Move Over, the MET

Tyler Maxwell, who's been traveling to NYC while moonlighting as a Knicks fan, was reminded of Philly's subtle superiorities during a show at Abyssinia.

· 3 min read
Move Over, the MET

Bad History Month, Sunk Coast, Flat Mary Road
Abyssinia
229 South 45th St
Philadelphia
June 12, 2026

I feel a touch of vertigo.

I am not used to eternity.

– Borges

Who needs The Cloisters when you’ve got Abyssinia? I’m being cute, but I mean the question in an honest way. (Stick with me.) For reasons entirely circumstantial, coincidental and spontaneous – I was in the city anyway (I’m a lifelong Knicks fan, sue me), had time to kill, was on the hunt for some kind of invigorating, extravagant solitary experience, and took the recommendation from a friend I ran into unexpectedly on the street – I spent a few hours yesterday at Manhattan’s Cloisters museum, a place my parents apparently took me to many times as a child but with no surviving memory of my own, which is just as well, because the place itself is all surviving memory: ancient medieval artwork and architecture, preserved in whole or in part; entire rooms disassembled and transported across seas, brought to Manhattan and rebuilt stone by stone. Even the views across the Hudson into New Jersey feel unmarred by modernity. It’s a place that seems to authentically exist out of time; in his poem “The Cloisters," Jorge Luis Borges calls the collection “faithful monuments to a nostalgia.”

I couldn’t help but think of The Cloisters while at Abyssinia last night once I noticed some odd synchronicities: the tapestries on the wall, the presence of a white unicorn hanging by the door. It was funny, then kind of uncanny, almost parodic in a punk way. Why are these places together in time – syn, khronos – in this weirdly on-the-nose way, on this day? If I squinted I was in at least a different decade, or many at once, once again primed to listen to artists I share the day with, musicians here in Philadelphia as travelers, or as long-term residents, or new to the fold.

Bad History Month is a moniker for the prolific imagination of Sean Bean, a former Bostonian now based here. Bean passed around cookies and turned off all the fans and the air conditioning – “They call this Apocalypse style,” he joked – before leading us through a sweaty, sprawling sonic tour of his psyche, through shaggy, craggy songs that flowed dangerously, like white water rafting paths: rapid shifts in tempos and volume, chords bursting and strings slashed and smashed, everything bumpy and choppy yet staying the course, tending to smooth out into catch-your-breath clearings.

Bean yanked his songs over the finish line bloody, bruised and bedraggled, with a battle-worn grin, playing and singing guitar with a commanding presence and a mischievousness you can’t fake, the kind you sense when someone’s getting away with something. (Something I love about playing or attending shows at Abyssinia: it does sort of feel like trespassing.) I’ve seen Bad History Month play places you’re not supposed to before, and for a moment, when Bean sang a wholly-his-own version of Bonnie “Prince” Billy & Marquis de Tren’s “2/15” – an immortal song with words from Rabindranath Tagore that feel thousands of years old – it was so blissful, free and untethered I might as well have been sitting by one of those burbling fountains in the garden with their mandrakes and forget-me-nots: “All that's harsh and wrong in my life / Melts into one sweet song / And my love spreads wings like a glad bird flying over the road.”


◆ **ASSIGNMENT**: Those lines of the records that contain "Cytcred" are to be located and copied.

◆ **EXTRACTED ENTRIES**:

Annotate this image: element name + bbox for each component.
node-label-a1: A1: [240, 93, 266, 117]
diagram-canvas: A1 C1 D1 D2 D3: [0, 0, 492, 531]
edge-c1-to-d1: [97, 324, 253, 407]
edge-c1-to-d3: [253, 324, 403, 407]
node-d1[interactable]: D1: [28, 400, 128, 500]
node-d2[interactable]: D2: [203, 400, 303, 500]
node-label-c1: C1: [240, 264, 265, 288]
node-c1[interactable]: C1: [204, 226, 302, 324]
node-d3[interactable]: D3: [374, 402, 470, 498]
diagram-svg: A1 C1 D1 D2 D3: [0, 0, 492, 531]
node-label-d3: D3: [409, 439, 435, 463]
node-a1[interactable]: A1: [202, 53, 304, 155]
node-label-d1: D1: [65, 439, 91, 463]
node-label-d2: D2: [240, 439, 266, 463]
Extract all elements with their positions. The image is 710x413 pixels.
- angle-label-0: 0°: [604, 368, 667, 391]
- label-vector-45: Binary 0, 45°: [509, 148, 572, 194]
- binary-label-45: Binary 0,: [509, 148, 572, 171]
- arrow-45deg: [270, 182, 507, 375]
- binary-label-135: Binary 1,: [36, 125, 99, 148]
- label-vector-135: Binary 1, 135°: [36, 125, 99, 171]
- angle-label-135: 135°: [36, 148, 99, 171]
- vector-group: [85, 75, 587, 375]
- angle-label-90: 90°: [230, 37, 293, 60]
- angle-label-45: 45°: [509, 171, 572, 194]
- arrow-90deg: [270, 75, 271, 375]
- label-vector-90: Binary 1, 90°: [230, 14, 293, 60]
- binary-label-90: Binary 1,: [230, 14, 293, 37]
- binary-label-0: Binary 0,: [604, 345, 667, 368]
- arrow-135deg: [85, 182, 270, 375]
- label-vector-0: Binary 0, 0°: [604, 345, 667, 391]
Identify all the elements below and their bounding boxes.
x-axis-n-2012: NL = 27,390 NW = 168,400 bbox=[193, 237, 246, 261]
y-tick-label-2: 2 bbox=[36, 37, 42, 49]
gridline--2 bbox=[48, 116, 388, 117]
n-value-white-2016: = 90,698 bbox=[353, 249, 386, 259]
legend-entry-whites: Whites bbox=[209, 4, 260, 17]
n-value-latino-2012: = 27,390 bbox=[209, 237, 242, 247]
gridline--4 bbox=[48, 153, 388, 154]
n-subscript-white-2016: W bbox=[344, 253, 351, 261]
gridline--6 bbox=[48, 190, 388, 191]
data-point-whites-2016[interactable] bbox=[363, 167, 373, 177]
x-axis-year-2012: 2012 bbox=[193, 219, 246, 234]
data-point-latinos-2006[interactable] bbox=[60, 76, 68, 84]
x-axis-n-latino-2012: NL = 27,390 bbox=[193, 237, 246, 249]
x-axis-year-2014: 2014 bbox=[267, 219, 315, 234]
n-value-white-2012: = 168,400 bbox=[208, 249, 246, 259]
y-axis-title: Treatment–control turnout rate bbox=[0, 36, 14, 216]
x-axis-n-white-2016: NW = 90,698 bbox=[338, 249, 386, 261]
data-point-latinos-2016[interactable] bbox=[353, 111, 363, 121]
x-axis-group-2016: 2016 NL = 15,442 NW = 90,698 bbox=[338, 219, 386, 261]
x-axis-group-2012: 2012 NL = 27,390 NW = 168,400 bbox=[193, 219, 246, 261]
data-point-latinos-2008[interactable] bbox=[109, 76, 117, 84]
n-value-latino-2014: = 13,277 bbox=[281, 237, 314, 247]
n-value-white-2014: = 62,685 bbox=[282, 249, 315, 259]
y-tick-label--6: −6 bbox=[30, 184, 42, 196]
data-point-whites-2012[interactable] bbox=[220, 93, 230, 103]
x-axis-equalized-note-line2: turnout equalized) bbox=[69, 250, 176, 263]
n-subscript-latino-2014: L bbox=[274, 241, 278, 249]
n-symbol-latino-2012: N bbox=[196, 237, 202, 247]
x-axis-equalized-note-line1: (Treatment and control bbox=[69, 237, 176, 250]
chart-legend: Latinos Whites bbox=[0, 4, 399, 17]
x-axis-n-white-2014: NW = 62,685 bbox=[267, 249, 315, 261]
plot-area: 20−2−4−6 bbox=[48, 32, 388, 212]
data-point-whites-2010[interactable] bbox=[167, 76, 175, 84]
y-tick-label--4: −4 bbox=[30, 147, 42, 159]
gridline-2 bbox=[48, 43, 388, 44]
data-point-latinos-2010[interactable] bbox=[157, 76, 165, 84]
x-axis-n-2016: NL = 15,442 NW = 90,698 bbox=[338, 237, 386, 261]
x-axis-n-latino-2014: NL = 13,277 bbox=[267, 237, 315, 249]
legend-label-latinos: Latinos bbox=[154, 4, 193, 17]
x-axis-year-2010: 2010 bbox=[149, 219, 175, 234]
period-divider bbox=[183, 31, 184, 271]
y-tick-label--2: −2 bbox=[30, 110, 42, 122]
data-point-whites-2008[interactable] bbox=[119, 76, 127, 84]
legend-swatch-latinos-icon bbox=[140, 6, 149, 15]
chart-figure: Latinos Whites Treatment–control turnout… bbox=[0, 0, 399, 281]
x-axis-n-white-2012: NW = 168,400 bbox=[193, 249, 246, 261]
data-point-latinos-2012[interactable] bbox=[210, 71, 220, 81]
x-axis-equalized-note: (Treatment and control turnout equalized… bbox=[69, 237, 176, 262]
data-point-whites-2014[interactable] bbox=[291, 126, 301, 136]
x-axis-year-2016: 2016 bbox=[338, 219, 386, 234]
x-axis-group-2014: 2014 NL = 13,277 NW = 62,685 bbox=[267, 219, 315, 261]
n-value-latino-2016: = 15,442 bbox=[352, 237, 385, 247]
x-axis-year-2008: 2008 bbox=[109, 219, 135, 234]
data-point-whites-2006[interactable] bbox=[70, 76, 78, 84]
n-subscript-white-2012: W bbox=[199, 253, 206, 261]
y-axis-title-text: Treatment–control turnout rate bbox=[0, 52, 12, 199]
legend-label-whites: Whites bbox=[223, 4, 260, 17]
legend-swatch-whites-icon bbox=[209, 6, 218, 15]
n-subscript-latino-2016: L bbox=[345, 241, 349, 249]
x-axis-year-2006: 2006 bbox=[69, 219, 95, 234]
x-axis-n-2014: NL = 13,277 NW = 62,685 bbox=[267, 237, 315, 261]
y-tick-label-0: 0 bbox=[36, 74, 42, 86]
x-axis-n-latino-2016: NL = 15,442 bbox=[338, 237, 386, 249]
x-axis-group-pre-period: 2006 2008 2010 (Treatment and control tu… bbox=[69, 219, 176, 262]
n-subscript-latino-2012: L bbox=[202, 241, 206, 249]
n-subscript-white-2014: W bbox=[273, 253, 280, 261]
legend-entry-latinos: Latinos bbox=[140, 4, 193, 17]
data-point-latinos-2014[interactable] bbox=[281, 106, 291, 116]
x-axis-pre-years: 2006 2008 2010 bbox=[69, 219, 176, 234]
---
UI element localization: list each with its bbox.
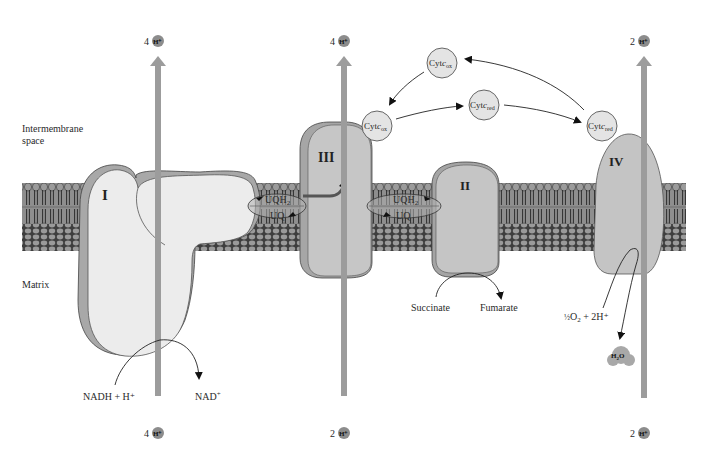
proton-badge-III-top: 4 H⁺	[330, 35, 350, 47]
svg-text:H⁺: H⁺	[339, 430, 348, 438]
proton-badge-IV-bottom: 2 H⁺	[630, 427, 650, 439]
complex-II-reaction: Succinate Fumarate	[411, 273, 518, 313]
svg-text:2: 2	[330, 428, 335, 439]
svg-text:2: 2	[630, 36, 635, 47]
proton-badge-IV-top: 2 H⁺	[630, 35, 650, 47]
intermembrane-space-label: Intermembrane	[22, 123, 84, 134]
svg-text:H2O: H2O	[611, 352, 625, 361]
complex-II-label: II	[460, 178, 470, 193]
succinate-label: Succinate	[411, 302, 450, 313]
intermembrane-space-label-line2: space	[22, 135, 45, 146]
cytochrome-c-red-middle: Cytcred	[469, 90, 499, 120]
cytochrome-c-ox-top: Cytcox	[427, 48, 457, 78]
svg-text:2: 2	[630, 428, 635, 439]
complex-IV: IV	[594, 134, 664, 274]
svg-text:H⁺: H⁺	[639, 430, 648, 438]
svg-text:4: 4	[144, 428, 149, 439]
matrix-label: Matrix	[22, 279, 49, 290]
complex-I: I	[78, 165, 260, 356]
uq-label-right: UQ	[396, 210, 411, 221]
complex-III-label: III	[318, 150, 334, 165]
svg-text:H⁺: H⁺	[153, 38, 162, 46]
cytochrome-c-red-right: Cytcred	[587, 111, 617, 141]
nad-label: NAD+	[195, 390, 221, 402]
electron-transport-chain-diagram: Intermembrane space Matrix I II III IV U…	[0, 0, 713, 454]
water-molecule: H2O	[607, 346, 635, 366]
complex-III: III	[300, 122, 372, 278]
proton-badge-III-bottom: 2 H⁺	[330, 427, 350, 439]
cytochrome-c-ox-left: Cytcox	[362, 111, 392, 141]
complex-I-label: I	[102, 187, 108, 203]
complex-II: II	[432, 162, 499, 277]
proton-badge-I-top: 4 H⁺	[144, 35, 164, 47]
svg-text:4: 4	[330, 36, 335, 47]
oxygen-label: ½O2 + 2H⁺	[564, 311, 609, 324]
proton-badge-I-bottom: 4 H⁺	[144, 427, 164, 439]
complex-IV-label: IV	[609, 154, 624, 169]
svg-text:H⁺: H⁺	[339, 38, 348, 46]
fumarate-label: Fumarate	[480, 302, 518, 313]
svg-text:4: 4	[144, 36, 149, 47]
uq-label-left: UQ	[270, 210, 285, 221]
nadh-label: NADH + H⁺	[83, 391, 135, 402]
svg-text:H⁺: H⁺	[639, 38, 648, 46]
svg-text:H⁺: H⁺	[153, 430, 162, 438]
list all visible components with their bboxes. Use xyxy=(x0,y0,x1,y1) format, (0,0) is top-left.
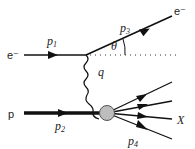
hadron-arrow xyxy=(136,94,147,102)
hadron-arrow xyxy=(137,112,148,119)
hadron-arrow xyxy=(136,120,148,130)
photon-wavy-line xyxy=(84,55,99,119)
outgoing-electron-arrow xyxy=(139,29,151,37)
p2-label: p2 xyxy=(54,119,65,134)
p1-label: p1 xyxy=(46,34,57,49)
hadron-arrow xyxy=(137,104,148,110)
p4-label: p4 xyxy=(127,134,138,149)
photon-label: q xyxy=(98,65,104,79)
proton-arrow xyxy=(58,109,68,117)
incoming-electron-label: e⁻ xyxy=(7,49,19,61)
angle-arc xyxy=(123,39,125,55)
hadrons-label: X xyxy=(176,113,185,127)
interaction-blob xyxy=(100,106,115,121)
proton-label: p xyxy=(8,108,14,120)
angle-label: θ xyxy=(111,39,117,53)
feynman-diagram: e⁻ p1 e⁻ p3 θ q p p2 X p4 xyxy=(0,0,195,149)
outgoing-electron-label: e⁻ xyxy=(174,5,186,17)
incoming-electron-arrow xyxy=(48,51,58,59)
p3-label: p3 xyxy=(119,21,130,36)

◆ **TASK ANSWER**:
cytochrome-c-red-middle: Cytcred	[469, 90, 499, 120]
cytochrome-c-red-right: Cytcred	[587, 111, 617, 141]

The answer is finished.